Hungary

Area 35,919 square mi (93,030 square km)
Population 9.862 million 2014
Capital Budapest
Highest Point 3,346 ft (1,014 m)
Lowest Point 257 ft (78 m)
GDP $137.1 billion 2014
Primary Natural Resources bauxite, coal, natural gas.

HUNGARY IS UNIQUE among the nations of Europe in many ways: a relatively flat country among hillier neighbors, a homogenous population with a language and culture unrelated to the peoples around them, and a long history as a unified nation in the midst of a region known historically for its diversity and political fragmentation. The nomadic Magyar tribes who emigrated from the area around the Urals around the year 900 C.E. founded a state that has dominated this region of the middle Danube for over a thousand years.

Since the collapse of the Soviet Union's dominance in Eastern Europe in the 1990s, Hungary has emerged as the strongest economy once again in the region and led the pack in its reintegration with the Western world, formally joining the EUROPEAN UNION in May 2004.

Hungary

Hungary is located at a strategic crossroads between Western Europe and the Balkan Peninsula, and between RUSSIA and the MEDITERRANEAN SEA. Here, the DANUBE RIVER flows through a broad plain with some of the most productive agricultural land in Europe. To the east of the river especially, the Great Hungarian Plain, or Alfold, spreads out for miles of almost completely horizontal fields and grasslands, or puszta. The plain is surrounded by the arc of the Carpathian Mountains, which form the borders with Hungary's neighbors to the north (SLOVAKIA, UKRAINE) and to the east (ROMANIA). To the south, the plain merges into the more hilly neighbors of the Balkan Peninsula (SERBIA AND MONTENEGRO, CROATIA, SLOVENIA), while the west rises slightly in elevation at the foothills of the ALPS on the frontier with AUSTRIA.

Through much of its history, many of these borders were in fact within the kingdom of Hungary, which once encompassed the entirety of Slovakia and Croatia, much of northern Serbia (the Vojvodina), and over a third of Romania (the historic province of Transylvania). After World War I and the Treaty of Trianon (1920), however, non-Hungarian peoples were granted self-rule, and Hungary lost three-fourths of its territory, a fact that continues to influence politics and relations with Hungary's neighbors today.

Landlocked Hungary is dominated by the river Danube (called here the Duna), with its chief tributary, the Tisza, flowing through the eastern part of the country. Other major rivers include the Drava on the southern border, the Raba in the northwest, and the Koros, which flows in from the east. In the central western part of the country, Lake Balaton forms the largest lake in Europe, covering 233 square mi (598 square km). Balaton is well-known for its resorts and for its pike, a national dish of Hungary, served with dill and paprika.

Much of Hungary sits atop large reserves of geothermal, mineral, and curative waters, and Hungarian cities are famous for their spas, some of which have been in existence for centuries. Some of the geothermal spas are located in the mountains of the northern part of the country, where Hungary's earliest industries were centered, mining coal, iron, silver, zinc, and gold until these were mostly depleted. The mines were closed in the 1990s to the great detriment of the local economy. This part of Hungary is also known for its Eger and Tokaj wines.

Budapest, until 1873 the twin cities of Buda and Pest, is the center of the country in every way, geographically, historically, and economically. A fifth of the population lives there, and most of Hungary's industry is centered in the Budapest region. Hungary's other cities are much smaller but play important roles as regional centers: Debrecen, Miskolc, Szeged, Pecs, and Gyor. The eastern plains are sparsely settled, populated instead by herds of horses and cattle and covered with farms raising Hungary's chief products: wheat, corn, sunflower seed, potatoes, and sugar beets. Today, Hungary's economy is the most dynamic in the region, with more foreign investment per capita than any other country in eastern or central Europe.

Tensions remain with some of its neighbors, however, over treatment of their minorities within Hungary's borders, and privileges given to Magyars living outside current borders (especially in Slovakia and Romania). The divisive spirit of nationalism also has called for renewed discrimination against one of the largest populations of Romany in Europe, with numbers running from an official count of 142,683 in 1990, to unofficial estimates of up to 600,000.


**What needs to be done:** This task calls for every entry below to be repeated exactly, without the pictures.

Data extracted from a collection
- Opening Delimiter -
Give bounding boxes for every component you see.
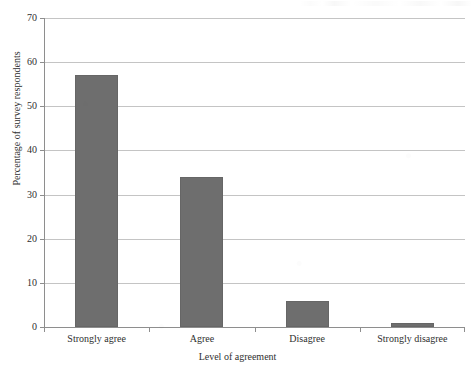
x-axis-category-label: Strongly disagree [360,334,465,344]
bar [75,75,118,327]
x-axis-category-label: Agree [149,334,254,344]
y-axis-line [44,18,45,328]
x-axis-tick [149,327,150,332]
plot-area [44,18,465,327]
y-axis-tick-label: 60 [27,57,37,67]
x-axis-tick [360,327,361,332]
bar [180,177,223,327]
bar-chart: 010203040506070 Strongly agreeAgreeDisag… [0,0,475,371]
gridline [44,62,465,63]
bar [286,301,329,327]
x-axis-category-label: Strongly agree [44,334,149,344]
y-axis-tick-label: 50 [27,101,37,111]
y-axis-tick-label: 20 [27,234,37,244]
bar [391,323,434,327]
x-axis-title: Level of agreement [0,351,475,362]
y-axis-tick-label: 70 [27,13,37,23]
y-axis-title: Percentage of survey respondents [11,44,22,194]
y-axis-tick-label: 0 [32,322,37,332]
y-axis-tick-label: 30 [27,190,37,200]
x-axis-tick [255,327,256,332]
gridline [44,18,465,19]
y-axis-tick-label: 10 [27,278,37,288]
x-axis-tick [464,327,465,332]
y-axis-tick-label: 40 [27,145,37,155]
page-bleed-through-artifact [300,1,472,6]
x-axis-category-label: Disagree [255,334,360,344]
- Closing Delimiter -
**Your solution:**
Give bounding boxes for every component you see.
x-axis-category-label: Strongly disagree [360,334,465,344]
bar [75,75,118,327]
x-axis-category-label: Agree [149,334,254,344]
y-axis-line [44,18,45,328]
x-axis-tick [149,327,150,332]
plot-area [44,18,465,327]
y-axis-tick-label: 60 [27,57,37,67]
x-axis-tick [360,327,361,332]
bar [180,177,223,327]
bar-chart: 010203040506070 Strongly agreeAgreeDisag… [0,0,475,371]
gridline [44,62,465,63]
bar [286,301,329,327]
x-axis-category-label: Strongly agree [44,334,149,344]
y-axis-tick-label: 50 [27,101,37,111]
y-axis-tick-label: 20 [27,234,37,244]
bar [391,323,434,327]
x-axis-title: Level of agreement [0,351,475,362]
y-axis-tick-label: 70 [27,13,37,23]
y-axis-title: Percentage of survey respondents [11,44,22,194]
y-axis-tick-label: 0 [32,322,37,332]
y-axis-tick-label: 30 [27,190,37,200]
x-axis-tick [255,327,256,332]
gridline [44,18,465,19]
y-axis-tick-label: 10 [27,278,37,288]
x-axis-tick [464,327,465,332]
y-axis-tick-label: 40 [27,145,37,155]
page-bleed-through-artifact [300,1,472,6]
x-axis-category-label: Disagree [255,334,360,344]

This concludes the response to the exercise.